Monday, September 2, 2013

thoughts on Butter

Huh.

I'm not entirely sure I completely got this movie, or that it really accomplished what it was trying to do.  It seems like it might have been trying to be a few different things, didn't go for any of them quite enough, and thus didn't really succeed at any of them.  However, there were enough funny one-liners and enough genuinely bizarre moments that a day after watching it, I find myself chuckling about parts of it in a "What the f*ck was that?" kind of way.

Ty Burrell plays Bob Pickler, who has won the Iowa State Fair butter carving contest fifteen years in a row.  He is asked to step down and give someone else a chance to win, and perhaps be a judge.  His wife, Laura (Jennifer Garner), whose life seems to revolve around this contest and who seems to fancy herself some sort of First Lady even though...you know...it's a butter carving contest that happens once a year, is initially FURIOUS about this ("Those mother f*ckers don't know who they're dealing with!).  She grows even more furious when she catches Bob having sex with a stripper (Olivia Wilde) in their van.  She decides to enter the contest herself.  Her competition at the county level consists of Carol Ann (Laura Schaal), a butter carving contest "groupie" (is there such a thing?) who carves a laughably bad sculpture of kittens in a basket (in her speech explaining her sculpture, she says something along the lines of, "I really love kittens when they're all tangled up in a blanket, but I didn't know how to carve that, so I just put them in a basket instead"); the stripper, Brooke, who basically enters just to mess with Laura; and Destiny (Yara Shahidi), a ten-year-old foster child who has recently been taken in by Jill (Alicia Silverstone) and Ethan (Rob Corddry), a couple with a fridge full of soy products who think that butter carving competitions are "kind of redneck-y."  There is a subplot where Brooke hooks up with Bob's daughter (Ashley Greene) to try to get the $600 (she later raises the price) she says Bob owes her for sex.  There is another subplot where Laura has sex with her high school boyfriend, Boyd Bolton (Hugh Jackman), so that she can get him to help her get a rematch after she loses the initial competition to Destiny.  It all comes to a head at the Iowa State Fair contest.

So...I've read some stuff that said this was supposed to be a political satire, and as Laura, Jennifer Garner dresses and speaks in a sort of Sarah Palin-esque way.  But no one besides her seems to be taking the butter carving contest overly seriously, and she's definitely the only one getting cutthroat and playing dirty about it, so she just comes across as kind of insane, and since her main competition is a ten-year-old girl, it's just kind of like, "Why is she being so mean to that little kid?"  I also read some reviews that suggested that the movie was going for a Christopher Guest Best in Show type thing, but in that movie, the dog show was such a huge part of it; here, the butter carving stuff seems almost arbitrary-- it seems like it's more about how insane competition in general can make some people, but again, Laura is the only one who seems particularly insane about it.  So it's kind of like, "Here's a movie about some crazy lady who's really into this butter carving competition for some reason, and also there's this crazy stripper running around, and also, hey, there's Hugh Jackman as a dumb local car dealer."

That's not to say that this isn't all sometimes kind of fun and funny.  For one thing...this movie is rated R basically just for language, and some of the stuff that comes out of Jennifer Garner's mouth made me laugh just in a "Oh my god, I don't think I've ever heard Jennifer Garner swear before" kind of way (I looked her up on IMDB, and no, it's likely that I haven't.  Besides Alias, she's been in Juno, a few short-lived TV series from the '90s, and some romantic comedies.  A handful of other stuff, too, but nothing that I would imagine would involve a lot of swearing.).  I've also read some stuff about how Olivia Wilde pretty much steals every scene she's in, and that's pretty true; there is one scene where she's riding her bike-- which appears to be a child's dirt bike-- across a football field where a marching band is practicing, and she could easily just ride around the marching band.  Instead, she rides right through them shouting, "Out of my way, bitches!" Why? I don't know, but I laughed.  Also...what is Hugh Jackman doing in this movie? He's seriously in like four scenes, one of which involves staring at Jennifer Garner's boobs and another in which he prays to God to thank him for bringing her to him.  This prayer quickly grows dirty enough that I had another moment of shocked oh-my-god type laughter.

So, bottom line: it was kind of a hot mess of a movie, but it had its moments.  It didn't make a lot of sense, but it was pretty funny.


| Task requirements |
Extract the entries in their exact form.

| Stored items from a collection |
★ ★ ★ ★

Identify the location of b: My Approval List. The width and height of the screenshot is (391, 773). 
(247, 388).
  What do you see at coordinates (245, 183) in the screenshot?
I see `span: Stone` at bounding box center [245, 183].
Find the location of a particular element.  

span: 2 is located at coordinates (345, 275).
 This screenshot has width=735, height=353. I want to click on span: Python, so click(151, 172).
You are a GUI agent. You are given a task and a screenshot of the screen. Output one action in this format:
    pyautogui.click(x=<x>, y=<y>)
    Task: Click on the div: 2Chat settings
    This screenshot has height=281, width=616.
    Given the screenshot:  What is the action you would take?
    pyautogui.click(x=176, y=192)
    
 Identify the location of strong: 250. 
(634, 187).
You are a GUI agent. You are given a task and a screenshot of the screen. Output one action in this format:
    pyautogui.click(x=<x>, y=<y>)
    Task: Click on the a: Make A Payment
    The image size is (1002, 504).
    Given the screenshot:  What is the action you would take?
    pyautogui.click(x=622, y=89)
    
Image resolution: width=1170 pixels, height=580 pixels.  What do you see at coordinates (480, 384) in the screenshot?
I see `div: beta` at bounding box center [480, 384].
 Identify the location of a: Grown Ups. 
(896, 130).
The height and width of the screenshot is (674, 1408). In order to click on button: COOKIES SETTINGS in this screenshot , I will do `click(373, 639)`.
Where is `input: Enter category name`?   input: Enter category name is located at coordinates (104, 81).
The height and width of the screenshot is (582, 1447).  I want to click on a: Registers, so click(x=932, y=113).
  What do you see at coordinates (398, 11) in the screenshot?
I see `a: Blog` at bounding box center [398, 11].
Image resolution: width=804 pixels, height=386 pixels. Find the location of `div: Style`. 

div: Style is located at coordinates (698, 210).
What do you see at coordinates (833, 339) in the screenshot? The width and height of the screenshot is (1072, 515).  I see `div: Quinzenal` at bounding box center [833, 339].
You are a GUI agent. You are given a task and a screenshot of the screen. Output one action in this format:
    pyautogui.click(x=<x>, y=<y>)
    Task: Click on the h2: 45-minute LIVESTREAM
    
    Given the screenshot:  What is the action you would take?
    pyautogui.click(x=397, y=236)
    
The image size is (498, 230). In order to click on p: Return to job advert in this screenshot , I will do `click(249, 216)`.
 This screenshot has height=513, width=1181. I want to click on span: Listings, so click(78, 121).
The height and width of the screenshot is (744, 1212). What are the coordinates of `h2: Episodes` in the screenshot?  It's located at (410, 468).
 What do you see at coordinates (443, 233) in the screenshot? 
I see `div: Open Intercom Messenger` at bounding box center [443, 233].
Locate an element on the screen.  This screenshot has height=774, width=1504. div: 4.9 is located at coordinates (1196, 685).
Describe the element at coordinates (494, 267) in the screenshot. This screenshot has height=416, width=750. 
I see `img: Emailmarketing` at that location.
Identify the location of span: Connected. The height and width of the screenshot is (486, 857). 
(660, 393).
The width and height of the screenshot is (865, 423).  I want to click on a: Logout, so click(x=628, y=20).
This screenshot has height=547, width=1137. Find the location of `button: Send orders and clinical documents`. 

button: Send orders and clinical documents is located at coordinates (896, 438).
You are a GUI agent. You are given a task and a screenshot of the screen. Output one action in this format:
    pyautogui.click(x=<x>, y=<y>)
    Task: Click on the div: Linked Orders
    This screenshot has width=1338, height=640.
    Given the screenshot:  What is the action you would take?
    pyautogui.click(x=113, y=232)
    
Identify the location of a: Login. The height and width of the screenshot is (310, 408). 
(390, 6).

★ ★ ★ ★

| Result |
Identify the location of b: My Approval List. The width and height of the screenshot is (391, 773). 
(247, 388).
  What do you see at coordinates (245, 183) in the screenshot?
I see `span: Stone` at bounding box center [245, 183].
Find the location of a particular element.  

span: 2 is located at coordinates (345, 275).
 This screenshot has width=735, height=353. I want to click on span: Python, so click(151, 172).
You are a GUI agent. You are given a task and a screenshot of the screen. Output one action in this format:
    pyautogui.click(x=<x>, y=<y>)
    Task: Click on the div: 2Chat settings
    This screenshot has height=281, width=616.
    Given the screenshot:  What is the action you would take?
    pyautogui.click(x=176, y=192)
    
 Identify the location of strong: 250. 
(634, 187).
You are a GUI agent. You are given a task and a screenshot of the screen. Output one action in this format:
    pyautogui.click(x=<x>, y=<y>)
    Task: Click on the a: Make A Payment
    The image size is (1002, 504).
    Given the screenshot:  What is the action you would take?
    pyautogui.click(x=622, y=89)
    
Image resolution: width=1170 pixels, height=580 pixels.  What do you see at coordinates (480, 384) in the screenshot?
I see `div: beta` at bounding box center [480, 384].
 Identify the location of a: Grown Ups. 
(896, 130).
The height and width of the screenshot is (674, 1408). In order to click on button: COOKIES SETTINGS in this screenshot , I will do `click(373, 639)`.
Where is `input: Enter category name`?   input: Enter category name is located at coordinates (104, 81).
The height and width of the screenshot is (582, 1447).  I want to click on a: Registers, so click(x=932, y=113).
  What do you see at coordinates (398, 11) in the screenshot?
I see `a: Blog` at bounding box center [398, 11].
Image resolution: width=804 pixels, height=386 pixels. Find the location of `div: Style`. 

div: Style is located at coordinates (698, 210).
What do you see at coordinates (833, 339) in the screenshot? The width and height of the screenshot is (1072, 515).  I see `div: Quinzenal` at bounding box center [833, 339].
You are a GUI agent. You are given a task and a screenshot of the screen. Output one action in this format:
    pyautogui.click(x=<x>, y=<y>)
    Task: Click on the h2: 45-minute LIVESTREAM
    
    Given the screenshot:  What is the action you would take?
    pyautogui.click(x=397, y=236)
    
The image size is (498, 230). In order to click on p: Return to job advert in this screenshot , I will do `click(249, 216)`.
 This screenshot has height=513, width=1181. I want to click on span: Listings, so click(78, 121).
The height and width of the screenshot is (744, 1212). What are the coordinates of `h2: Episodes` in the screenshot?  It's located at (410, 468).
 What do you see at coordinates (443, 233) in the screenshot? 
I see `div: Open Intercom Messenger` at bounding box center [443, 233].
Locate an element on the screen.  This screenshot has height=774, width=1504. div: 4.9 is located at coordinates (1196, 685).
Describe the element at coordinates (494, 267) in the screenshot. This screenshot has height=416, width=750. 
I see `img: Emailmarketing` at that location.
Identify the location of span: Connected. The height and width of the screenshot is (486, 857). 
(660, 393).
The width and height of the screenshot is (865, 423).  I want to click on a: Logout, so click(x=628, y=20).
This screenshot has height=547, width=1137. Find the location of `button: Send orders and clinical documents`. 

button: Send orders and clinical documents is located at coordinates (896, 438).
You are a GUI agent. You are given a task and a screenshot of the screen. Output one action in this format:
    pyautogui.click(x=<x>, y=<y>)
    Task: Click on the div: Linked Orders
    This screenshot has width=1338, height=640.
    Given the screenshot:  What is the action you would take?
    pyautogui.click(x=113, y=232)
    
Identify the location of a: Login. The height and width of the screenshot is (310, 408). 
(390, 6).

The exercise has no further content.